Mastering content is closely related to mastering traffic. Along with an effective advertising strategy, high conversion rates will also improve your organic search rank. The A9 algorithm rewards brands and products that convert, and content is the key to conversion on Amazon.

Don’t waste your space

Creating content that converts starts with creating content that engages and creating as much as possible. Take advantage of every Amazon opportunity to publish content—in a product listing, for example, fill every image slot available. In these spots, publish only high-quality photography and video. In addition to photos of the product itself, include lifestyle photos, aspirational photos, and photos of the product in use to help consumers envision themselves with your product.

Educate with your content

The next key goal of content creation should be education. When consumers land on a product listing page, answer every question they may have about the product’s features, specifications, and benefits. Use iconography or infographic images to communicate information in an engaging, digestible way, and show the product in use to give consumers a better idea of the product’s size and function.

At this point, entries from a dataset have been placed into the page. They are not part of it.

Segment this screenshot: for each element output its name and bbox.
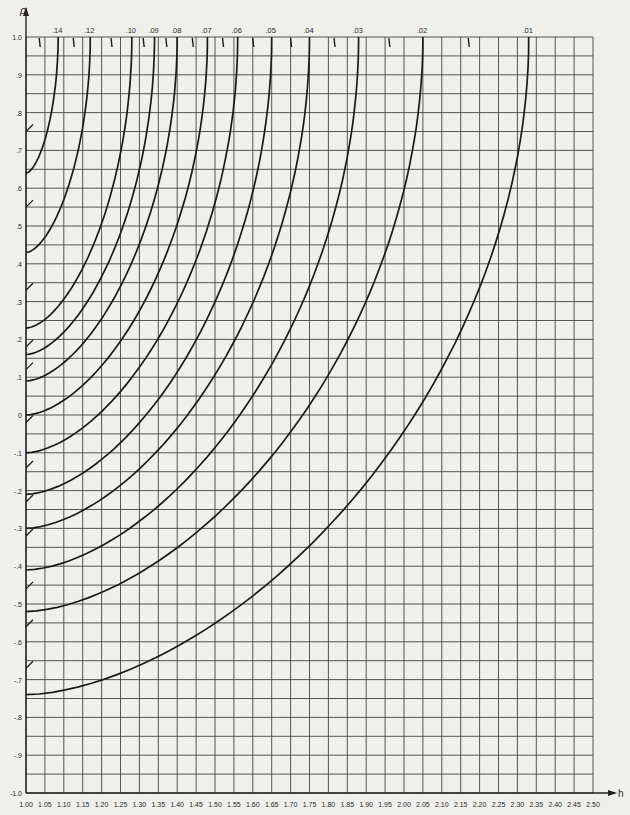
y-tick-label: .7: [16, 147, 22, 154]
edge-tick: [26, 283, 33, 290]
minor-tick: [143, 38, 144, 47]
y-axis-label: ρ: [19, 4, 26, 16]
y-tick-labels: 1.0.9.8.7.6.5.4.3.2.10-.1-.2-.3-.4-.5-.6…: [10, 34, 22, 797]
x-tick-label: 1.90: [359, 801, 373, 808]
minor-tick: [291, 38, 292, 47]
y-tick-label: -.4: [14, 563, 22, 570]
x-tick-label: 1.80: [322, 801, 336, 808]
x-tick-label: 2.45: [567, 801, 581, 808]
x-tick-labels: 1.001.051.101.151.201.251.301.351.401.45…: [19, 801, 600, 808]
curve-label: .03: [352, 26, 362, 35]
minor-tick: [253, 38, 254, 47]
curve-label: .08: [171, 26, 181, 35]
y-tick-label: .5: [16, 223, 22, 230]
curve-labels: .14.12.10.09.08.07.06.05.04.03.02.01: [52, 26, 533, 35]
edge-tick: [26, 461, 33, 468]
x-tick-label: 1.35: [151, 801, 165, 808]
curve-label: .05: [265, 26, 275, 35]
y-tick-label: -.2: [14, 488, 22, 495]
x-tick-label: 1.85: [340, 801, 354, 808]
curve-label: .02: [417, 26, 427, 35]
x-axis-arrow-icon: [608, 790, 617, 796]
minor-tick: [111, 38, 112, 47]
x-tick-label: 1.60: [246, 801, 260, 808]
x-tick-label: 1.05: [38, 801, 52, 808]
y-tick-label: 1.0: [12, 34, 22, 41]
edge-tick: [26, 363, 33, 370]
edge-tick: [26, 529, 33, 536]
curve-03: [26, 37, 359, 570]
y-tick-label: -1.0: [10, 790, 22, 797]
y-tick-label: 0: [18, 412, 22, 419]
curve-10: [26, 37, 132, 328]
x-tick-label: 2.25: [492, 801, 506, 808]
minor-ticks: [26, 38, 469, 668]
x-tick-label: 1.40: [170, 801, 184, 808]
x-tick-label: 1.65: [265, 801, 279, 808]
y-tick-label: .4: [16, 261, 22, 268]
minor-tick: [73, 38, 74, 47]
x-tick-label: 1.50: [208, 801, 222, 808]
x-tick-label: 1.00: [19, 801, 33, 808]
curve-02: [26, 37, 423, 612]
curve-14: [26, 37, 58, 173]
x-tick-label: 1.10: [57, 801, 71, 808]
y-tick-label: .6: [16, 185, 22, 192]
curve-label: .09: [148, 26, 158, 35]
x-tick-label: 1.70: [284, 801, 298, 808]
minor-tick: [468, 38, 469, 47]
edge-tick: [26, 416, 33, 423]
x-tick-label: 1.20: [95, 801, 109, 808]
curve-label: .01: [523, 26, 533, 35]
x-axis-label: h: [618, 788, 624, 799]
curve-label: .12: [84, 26, 94, 35]
y-tick-label: .8: [16, 110, 22, 117]
minor-tick: [39, 38, 40, 47]
minor-tick: [166, 38, 167, 47]
y-tick-label: .2: [16, 336, 22, 343]
minor-tick: [223, 38, 224, 47]
x-tick-label: 2.10: [435, 801, 449, 808]
curve-label: .14: [52, 26, 62, 35]
curve-12: [26, 37, 90, 253]
x-tick-label: 2.30: [511, 801, 525, 808]
y-tick-label: -.5: [14, 601, 22, 608]
y-tick-label: .9: [16, 72, 22, 79]
y-tick-label: -.8: [14, 714, 22, 721]
y-tick-label: .1: [16, 374, 22, 381]
x-tick-label: 2.35: [529, 801, 543, 808]
edge-tick: [26, 125, 33, 132]
y-tick-label: -.1: [14, 450, 22, 457]
minor-tick: [192, 38, 193, 47]
curve-label: .07: [201, 26, 211, 35]
edge-tick: [26, 200, 33, 207]
x-tick-label: 1.25: [114, 801, 128, 808]
x-tick-label: 1.95: [378, 801, 392, 808]
y-tick-label: -.6: [14, 639, 22, 646]
x-tick-label: 1.75: [303, 801, 317, 808]
x-tick-label: 1.55: [227, 801, 241, 808]
minor-tick: [334, 38, 335, 47]
grid: [26, 37, 593, 793]
curve-label: .10: [126, 26, 136, 35]
edge-tick: [26, 340, 33, 347]
curve-05: [26, 37, 272, 494]
x-tick-label: 2.05: [416, 801, 430, 808]
edge-tick: [26, 661, 33, 668]
x-tick-label: 1.30: [133, 801, 147, 808]
y-tick-label: .3: [16, 299, 22, 306]
edge-tick: [26, 495, 33, 502]
x-tick-label: 2.00: [397, 801, 411, 808]
y-tick-label: -.7: [14, 677, 22, 684]
x-tick-label: 1.15: [76, 801, 90, 808]
y-tick-label: -.3: [14, 525, 22, 532]
x-tick-label: 1.45: [189, 801, 203, 808]
minor-tick: [389, 38, 390, 47]
curve-label: .04: [303, 26, 313, 35]
x-tick-label: 2.20: [473, 801, 487, 808]
y-tick-label: -.9: [14, 752, 22, 759]
curve-label: .06: [231, 26, 241, 35]
x-tick-label: 2.40: [548, 801, 562, 808]
x-tick-label: 2.50: [586, 801, 600, 808]
chart: 1.001.051.101.151.201.251.301.351.401.45…: [0, 0, 630, 815]
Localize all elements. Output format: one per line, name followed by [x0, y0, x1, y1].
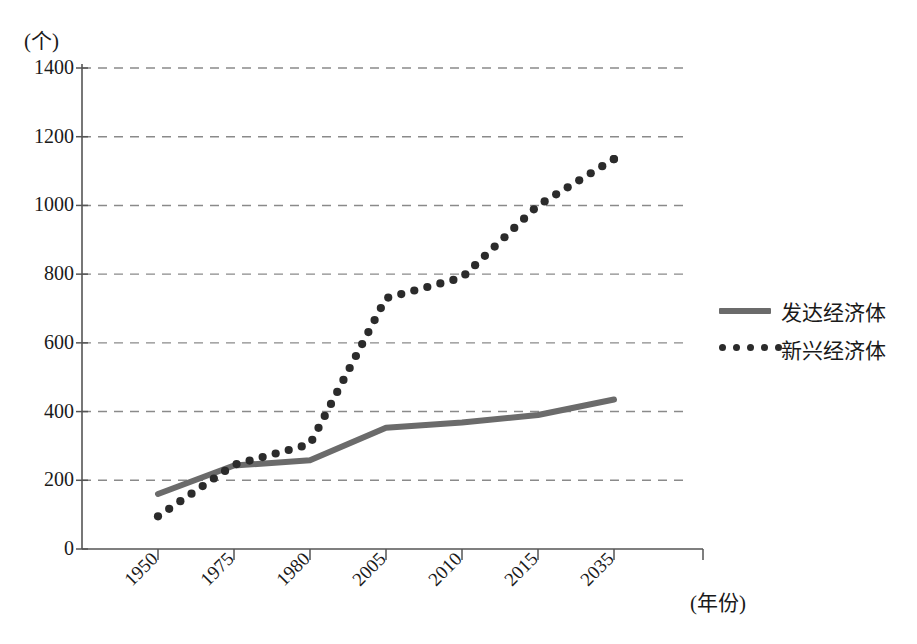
- legend-item-developed[interactable]: 发达经济体: [717, 292, 912, 330]
- legend-item-emerging[interactable]: 新兴经济体: [717, 330, 912, 368]
- chart-legend: 发达经济体 新兴经济体: [717, 292, 912, 368]
- legend-label-emerging: 新兴经济体: [781, 334, 886, 364]
- legend-label-developed: 发达经济体: [781, 296, 886, 326]
- y-axis-label: 1000: [34, 194, 74, 214]
- series-line-emerging: [154, 155, 618, 521]
- legend-dotted-line-icon: [717, 339, 773, 359]
- y-axis-label: 800: [44, 263, 74, 283]
- chart-container: (个) 0200400600800100012001400 1950197519…: [0, 0, 917, 644]
- y-axis-tick-labels: 0200400600800100012001400: [0, 0, 74, 644]
- y-axis-label: 1400: [34, 57, 74, 77]
- y-axis-label: 0: [64, 538, 74, 558]
- legend-solid-line-icon: [717, 301, 773, 321]
- y-axis-label: 1200: [34, 126, 74, 146]
- y-axis-label: 400: [44, 401, 74, 421]
- y-axis-label: 600: [44, 332, 74, 352]
- x-axis-title: (年份): [690, 586, 746, 616]
- y-axis-label: 200: [44, 469, 74, 489]
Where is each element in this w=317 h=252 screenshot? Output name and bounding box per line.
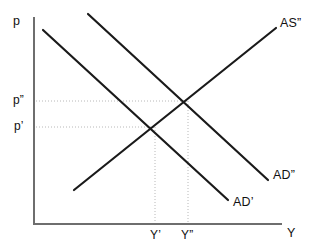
guide-lines <box>36 101 188 223</box>
price-tick-label-p-double-prime: p” <box>13 94 24 106</box>
curve-as-double-prime <box>74 28 276 190</box>
diagram-canvas <box>0 0 317 252</box>
as-ad-diagram: p Y p” p’ Y’ Y” AD’ AD” AS” <box>0 0 317 252</box>
x-axis-label: Y <box>287 227 296 240</box>
output-tick-label-y-double-prime: Y” <box>181 229 193 241</box>
curve-label-as-double-prime: AS” <box>280 17 301 30</box>
output-tick-label-y-prime: Y’ <box>150 229 161 241</box>
curves <box>43 14 276 200</box>
y-axis-label: p <box>13 15 20 28</box>
price-tick-label-p-prime: p’ <box>14 120 24 132</box>
curve-label-ad-prime: AD’ <box>233 196 254 209</box>
curve-label-ad-double-prime: AD” <box>273 169 295 182</box>
curve-ad-prime <box>43 30 228 200</box>
axes <box>34 18 281 224</box>
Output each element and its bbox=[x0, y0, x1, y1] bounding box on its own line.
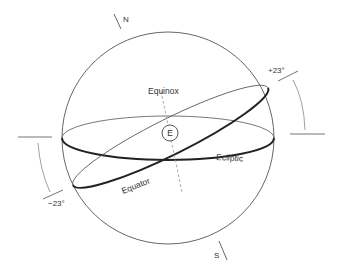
south-pole-tick bbox=[219, 241, 227, 260]
equator-front-arc bbox=[73, 88, 276, 201]
ecliptic-label: Ecliptic bbox=[216, 152, 244, 163]
north-pole-tick bbox=[114, 14, 121, 29]
minus-23-label: −23° bbox=[48, 199, 65, 208]
equinox-axis-dashed bbox=[161, 91, 182, 192]
plus-23-label: +23° bbox=[268, 66, 285, 75]
right-angle-arc bbox=[293, 80, 305, 130]
equator-label: Equator bbox=[120, 175, 152, 195]
south-label: S bbox=[214, 251, 219, 260]
celestial-sphere-diagram: E Equinox Ecliptic Equator N S −23° +23° bbox=[0, 0, 344, 276]
earth-label: E bbox=[167, 128, 173, 138]
equinox-label: Equinox bbox=[148, 86, 179, 96]
left-angle-arc bbox=[38, 143, 50, 192]
left-equator-tick bbox=[43, 190, 63, 199]
north-label: N bbox=[123, 15, 129, 24]
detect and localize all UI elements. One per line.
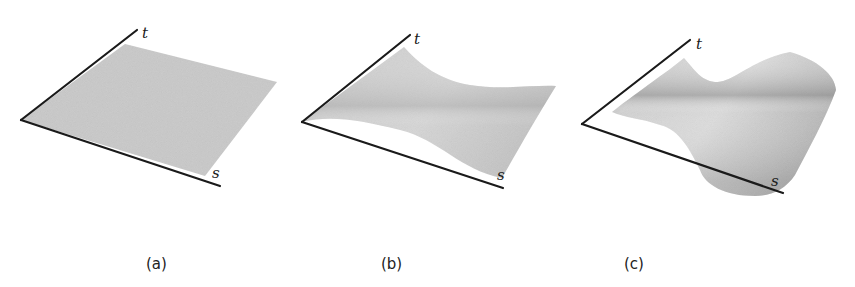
panel-c: t s (582, 35, 836, 196)
figure-canvas: t s t s t s (0, 0, 855, 287)
s-axis-label: s (212, 164, 220, 182)
caption-a: (a) (146, 255, 167, 273)
t-axis-label: t (696, 35, 703, 53)
t-axis-label: t (414, 30, 421, 48)
flat-surface (21, 44, 277, 176)
caption-b: (b) (381, 255, 402, 273)
saddle-shading (302, 47, 556, 178)
caption-c: (c) (624, 255, 644, 273)
s-axis-label: s (497, 166, 505, 184)
panel-b: t s (302, 30, 556, 188)
t-axis-label: t (142, 24, 149, 42)
panel-a: t s (21, 24, 277, 186)
s-axis-label: s (771, 172, 779, 190)
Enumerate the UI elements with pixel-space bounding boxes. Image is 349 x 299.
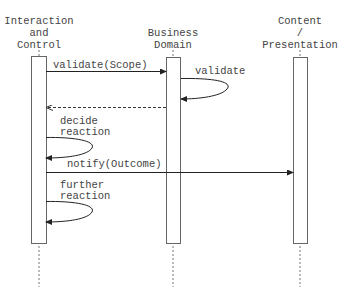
message-further-reaction: further reaction (46, 179, 110, 222)
self-call-arrow (181, 78, 228, 99)
message-validate-self: validate (181, 65, 245, 99)
participant-label-line: Control (17, 39, 61, 51)
participant-interaction-control: Interaction and Control (4, 15, 73, 287)
message-label-line: reaction (60, 126, 110, 138)
self-call-arrow (46, 137, 92, 158)
participant-business-domain: Business Domain (148, 27, 198, 287)
participant-label-line: / (297, 27, 303, 39)
participant-label-line: and (30, 27, 49, 39)
participant-label-line: Business (148, 27, 198, 39)
message-label: notify(Outcome) (67, 158, 162, 170)
participant-label-line: Interaction (4, 15, 73, 27)
participant-label-line: Domain (154, 39, 192, 51)
participant-label-line: Content (278, 15, 322, 27)
participant-label-line: Presentation (262, 39, 338, 51)
message-validate-scope: validate(Scope) (46, 59, 166, 72)
activation-box (294, 58, 308, 244)
sequence-diagram: Interaction and Control Business Domain … (0, 0, 349, 299)
message-decide-reaction: decide reaction (46, 115, 110, 158)
participant-content-presentation: Content / Presentation (262, 15, 338, 287)
message-label-line: reaction (60, 190, 110, 202)
self-call-arrow (46, 201, 92, 222)
activation-box (167, 58, 181, 244)
message-label: validate(Scope) (53, 59, 148, 71)
message-label: validate (195, 65, 245, 77)
activation-box (32, 57, 47, 244)
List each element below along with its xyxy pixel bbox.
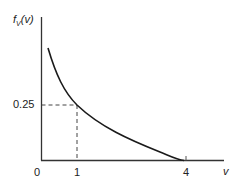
x-tick-label-0: 0 xyxy=(34,167,40,178)
x-axis-label: v xyxy=(223,166,229,177)
x-tick-label-4: 4 xyxy=(183,167,189,178)
density-curve xyxy=(48,48,184,161)
y-axis-label: fV(v) xyxy=(13,14,34,27)
x-tick-label-1: 1 xyxy=(74,167,80,178)
y-tick-label: 0.25 xyxy=(13,99,34,110)
chart-plot xyxy=(0,0,238,187)
chart: fV(v) 0.25 0 1 4 v xyxy=(0,0,238,187)
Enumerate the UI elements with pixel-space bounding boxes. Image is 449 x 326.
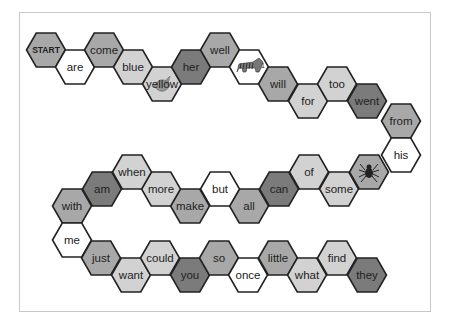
space-label: his xyxy=(394,149,409,161)
space-label: can xyxy=(270,183,289,195)
board-space-his: his xyxy=(382,138,421,172)
space-label: more xyxy=(148,183,174,195)
space-label: too xyxy=(329,78,345,90)
space-label: little xyxy=(268,252,288,264)
space-label: are xyxy=(67,61,84,73)
space-label: some xyxy=(325,183,353,195)
space-label: could xyxy=(146,252,174,264)
space-label: went xyxy=(354,95,380,107)
space-label: of xyxy=(304,166,314,178)
space-label: will xyxy=(269,78,286,90)
space-label: find xyxy=(328,252,347,264)
space-label: but xyxy=(212,183,229,195)
space-label: just xyxy=(91,252,111,264)
space-label: you xyxy=(181,269,200,281)
space-label: her xyxy=(183,61,200,73)
game-board: STARTarecomeblueyellowherwell1willfortoo… xyxy=(0,0,449,326)
space-label: with xyxy=(61,200,82,212)
space-label: want xyxy=(118,269,144,281)
space-label: so xyxy=(213,252,225,264)
board-space-from: from xyxy=(382,104,421,138)
space-label: what xyxy=(294,269,320,281)
space-label: come xyxy=(90,44,118,56)
space-label: well xyxy=(209,44,230,56)
space-label: yellow xyxy=(146,78,179,90)
space-label: all xyxy=(243,200,255,212)
space-label: blue xyxy=(122,61,144,73)
space-label: when xyxy=(117,166,146,178)
space-label: once xyxy=(236,269,261,281)
space-label: am xyxy=(94,183,110,195)
svg-text:1: 1 xyxy=(261,62,265,69)
space-label: START xyxy=(32,45,61,55)
space-label: make xyxy=(176,200,204,212)
space-label: from xyxy=(390,115,413,127)
space-label: me xyxy=(64,234,80,246)
space-label: for xyxy=(301,95,315,107)
space-label: they xyxy=(356,269,378,281)
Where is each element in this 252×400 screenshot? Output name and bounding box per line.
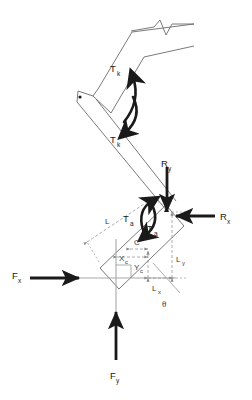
- upper-member-top-edge: [93, 24, 194, 96]
- knee-block-edge-b: [77, 91, 78, 102]
- label-Ry-sub: y: [168, 165, 172, 173]
- upper-member-bottom-edge: [111, 46, 194, 113]
- label-Rx: R: [220, 211, 227, 222]
- label-Ta-upper: T: [123, 213, 129, 224]
- Tk-lower-curved-arrow: [125, 97, 137, 133]
- label-Yc-sub: c: [140, 268, 143, 274]
- lower-member-shank: [77, 99, 176, 211]
- label-Tk-upper: T: [110, 63, 116, 74]
- label-Fx-sub: x: [18, 277, 22, 284]
- dimension-L-ext-a: [87, 242, 99, 262]
- knee-block-edge-a: [78, 91, 93, 96]
- label-Tk-upper-sub: k: [117, 70, 121, 77]
- label-L: L: [105, 217, 110, 226]
- zigzag-beam-break-icon: [131, 20, 194, 35]
- reference-axes: [76, 239, 176, 330]
- shank-left-edge: [77, 102, 167, 211]
- label-Lx-sub: x: [158, 289, 161, 295]
- label-Ly-sub: y: [182, 260, 185, 266]
- label-Fy-sub: y: [116, 377, 120, 385]
- label-Ly: L: [176, 255, 181, 264]
- free-body-diagram: T k T k R y R x F x F y T a T a L C X c …: [0, 0, 252, 400]
- label-Ry: R: [161, 158, 168, 169]
- label-C: C: [134, 238, 140, 247]
- diagram-labels: T k T k R y R x F x F y T a T a L C X c …: [12, 63, 231, 385]
- break-zigzag-path: [131, 20, 194, 35]
- label-Tk-lower-sub: k: [117, 141, 121, 148]
- label-Tk-lower: T: [110, 134, 116, 145]
- dimension-L-line: [87, 198, 153, 242]
- label-Ta-lower-sub: a: [154, 230, 158, 237]
- upper-member-end-cap: [93, 96, 111, 113]
- label-Ta-upper-sub: a: [130, 220, 134, 227]
- label-Lx: L: [152, 284, 157, 293]
- label-Ta-lower: T: [147, 223, 153, 234]
- moment-couple-Tk: [124, 77, 137, 133]
- hinge-pin-dot-icon: [78, 95, 81, 98]
- label-Rx-sub: x: [227, 218, 231, 225]
- right-angle-tick: [116, 265, 131, 278]
- label-Xc-sub: c: [125, 259, 128, 265]
- label-theta: θ: [162, 299, 166, 309]
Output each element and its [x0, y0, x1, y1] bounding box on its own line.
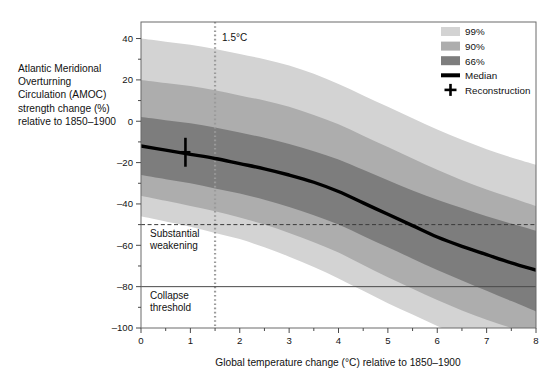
x-tick-label: 2 [237, 335, 242, 346]
x-axis-title: Global temperature change (°C) relative … [215, 357, 461, 368]
legend-label: 99% [465, 26, 485, 37]
y-axis: 40200–20–40–60–80–100 [112, 33, 141, 333]
x-axis: 012345678 [138, 328, 538, 346]
legend-line-median [441, 73, 460, 77]
x-tick-label: 8 [533, 335, 538, 346]
x-tick-label: 6 [435, 335, 440, 346]
legend-label: 66% [465, 56, 485, 67]
warming-marker-label: 1.5°C [222, 32, 247, 43]
amoc-figure: Atlantic Meridional Overturning Circulat… [0, 0, 556, 374]
x-tick-label: 0 [138, 335, 143, 346]
y-tick-label: –40 [117, 198, 133, 209]
chart-canvas: 40200–20–40–60–80–100 012345678 Global t… [0, 0, 556, 374]
y-tick-label: 0 [128, 116, 133, 127]
collapse-threshold-label-1: Collapse [150, 290, 189, 301]
x-tick-label: 3 [286, 335, 291, 346]
y-tick-label: 20 [122, 74, 133, 85]
y-tick-label: –60 [117, 240, 133, 251]
x-tick-label: 5 [385, 335, 390, 346]
y-tick-label: –20 [117, 157, 133, 168]
x-tick-label: 4 [336, 335, 342, 346]
legend-label: 90% [465, 41, 485, 52]
legend-label: Reconstruction [465, 85, 530, 96]
x-tick-label: 1 [188, 335, 193, 346]
substantial-weakening-label-1: Substantial [150, 228, 199, 239]
legend-label: Median [465, 70, 497, 81]
legend-swatch-90pct [441, 42, 460, 51]
x-tick-label: 7 [484, 335, 489, 346]
legend-swatch-66pct [441, 56, 460, 65]
substantial-weakening-label-2: weakening [149, 240, 198, 251]
collapse-threshold-label-2: threshold [150, 302, 191, 313]
y-tick-label: –100 [112, 322, 133, 333]
legend-swatch-99pct [441, 27, 460, 36]
y-tick-label: 40 [122, 33, 133, 44]
y-tick-label: –80 [117, 281, 133, 292]
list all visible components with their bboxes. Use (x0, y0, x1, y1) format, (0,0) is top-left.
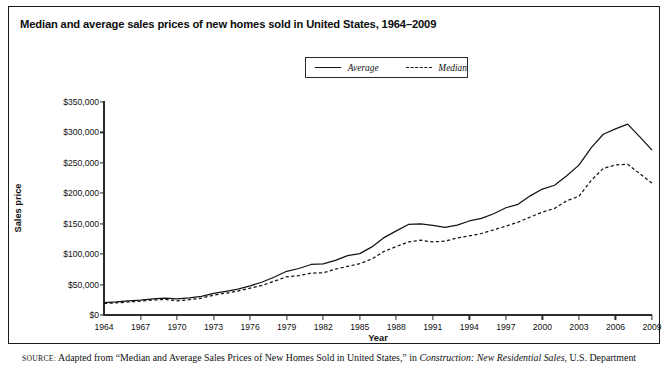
x-tick-mark (176, 315, 177, 320)
x-tick-label: 1979 (277, 322, 296, 332)
y-tick-mark (100, 284, 105, 285)
x-tick-label: 1997 (496, 322, 515, 332)
x-tick-label: 2000 (533, 322, 552, 332)
x-tick-label: 1970 (168, 322, 187, 332)
solid-line-swatch (315, 64, 341, 71)
x-tick-label: 1991 (423, 322, 442, 332)
x-tick-mark (250, 315, 251, 320)
source-text-part1: Adapted from “Median and Average Sales P… (56, 352, 419, 363)
chart-lines (104, 102, 652, 315)
plot-area: $0$50,000$100,000$150,000$200,000$250,00… (104, 102, 652, 315)
x-tick-mark (432, 315, 433, 320)
y-tick-mark (100, 254, 105, 255)
source-label: SOURCE: (22, 354, 56, 363)
x-tick-mark (578, 315, 579, 320)
x-axis-label: Year (368, 333, 388, 343)
x-tick-label: 1967 (131, 322, 150, 332)
series-line-average (104, 124, 652, 302)
y-tick-label: $200,000 (63, 188, 99, 198)
source-text-part2: , U.S. Department (564, 352, 636, 363)
y-tick-label: $0 (89, 310, 99, 320)
x-tick-mark (651, 315, 652, 320)
y-tick-mark (100, 162, 105, 163)
y-tick-mark (100, 314, 105, 315)
y-tick-mark (100, 132, 105, 133)
page-title: Median and average sales prices of new h… (20, 18, 620, 30)
x-tick-label: 2006 (606, 322, 625, 332)
y-tick-mark (100, 101, 105, 102)
source-note: SOURCE: Adapted from “Median and Average… (22, 352, 662, 363)
x-tick-mark (323, 315, 324, 320)
x-tick-label: 1985 (350, 322, 369, 332)
x-tick-mark (286, 315, 287, 320)
x-tick-label: 2003 (569, 322, 588, 332)
legend-item-average: Average (348, 63, 379, 73)
x-tick-mark (359, 315, 360, 320)
x-tick-mark (505, 315, 506, 320)
source-publication-title: Construction: New Residential Sales (419, 352, 564, 363)
y-tick-label: $250,000 (63, 158, 99, 168)
x-tick-mark (213, 315, 214, 320)
series-line-median (104, 164, 652, 303)
x-tick-label: 1994 (460, 322, 479, 332)
y-tick-label: $150,000 (63, 219, 99, 229)
y-axis-label: Sales price (13, 183, 23, 232)
y-tick-label: $350,000 (63, 97, 99, 107)
x-tick-mark (396, 315, 397, 320)
x-tick-label: 1964 (94, 322, 113, 332)
x-tick-mark (140, 315, 141, 320)
figure-page: Median and average sales prices of new h… (0, 0, 669, 371)
y-tick-mark (100, 223, 105, 224)
legend-item-median: Median (438, 63, 467, 73)
y-tick-label: $300,000 (63, 127, 99, 137)
x-tick-label: 1973 (204, 322, 223, 332)
dashed-line-swatch (406, 64, 432, 71)
y-tick-label: $100,000 (63, 249, 99, 259)
x-tick-mark (542, 315, 543, 320)
x-tick-label: 1976 (241, 322, 260, 332)
y-tick-label: $50,000 (68, 280, 99, 290)
x-tick-label: 2009 (642, 322, 661, 332)
x-tick-label: 1982 (314, 322, 333, 332)
y-tick-mark (100, 193, 105, 194)
x-tick-mark (469, 315, 470, 320)
chart-legend: Average Median (305, 57, 468, 78)
x-tick-mark (615, 315, 616, 320)
x-tick-label: 1988 (387, 322, 406, 332)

Pull powerful testimonials or reviews to highlight others’ positive experiences with the product. This kind of content both improves conversion rates and decreases the rate of returns.

Keep your content consistent

Finally, your content should connect with consumers consistently. Learn about your demographic so you can connect with them better and keep them in mind always. Focus on maintaining consistent voice, branding, and style. This consistency has the added benefit of decreasing brand erosion across marketplaces.

“Once you have these three things, we see an increase in conversion,” said Pattern Chief Creative Officer Josh Mendenhall. “What I like about ecommerce creative is that it is so measurable. You can’t measure how well a billboard does on the side of a highway. You can tell that when you switch image 2 and 3 placements on Amazon, the conversion rate changes.”

4. Protect: Fiercely protect your brand and price on ecommerce

Once you’ve gathered data to guide your ecommerce decisions, crafted an advertising strategy focused on improving organic search rank, and optimized your listing content, the final hack to maximize your Amazon growth is protecting your price and brand. This brand protection is the only way to avoid price erosion, maintain cross-channel consistency, and preserve relationships with brick-and-mortar sellers.

Catch MAP violators

Having multiple random sellers for a given product is a recipe for MAP policy violations and price erosion. In many cases, brands aren’t even aware of all the vendors who are selling their products on Amazon. These sellers often lower the price below MAP, decreasing your profits and causing suppression on Amazon. “The more offers that you have on a given listing, the more it drives down the price and vice versa,” said Pattern Head of Revenue Operations Scott Crandall. “We see this consistently across so many brands and channels.”

Manage seller opportunity

If Amazon can find your product cheaper elsewhere, your Buy Box will not be optimized and you’ll see lower conversion rates. This price disparity also introduces cross-channel consistency problems. If one random seller sells your product below MAP, that can impact your relationship with brick-and-mortar sellers. These retail sellers may be following your MAP policies and seeing a decrease in sales since shoppers can find the product for cheaper on Amazon.

In response, you lose leverage in your annual negotiations with brick-and-mortar. The solution? Limiting additional Amazon sellers as much as possible and strictly enforcing your MAP policy. This keeps your prices at MAP, shows you have your brand under control, and gives you leverage in negotiations with brick-and-mortar retailers.

Grow Amazon revenue with Pattern

While ecommerce success may not be easy, it is simple—it just requires you to harness the power of data, advertise to improve organic rank, craft content that converts, and protect your price and brand. For a small ecommerce team, mastering these four elements may feel overwhelming, but that’s why Pattern is here. We support brands in this acceleration framework at no cost to you. We can step in as little or as much as you need. Interested in learning more? Get in touch now.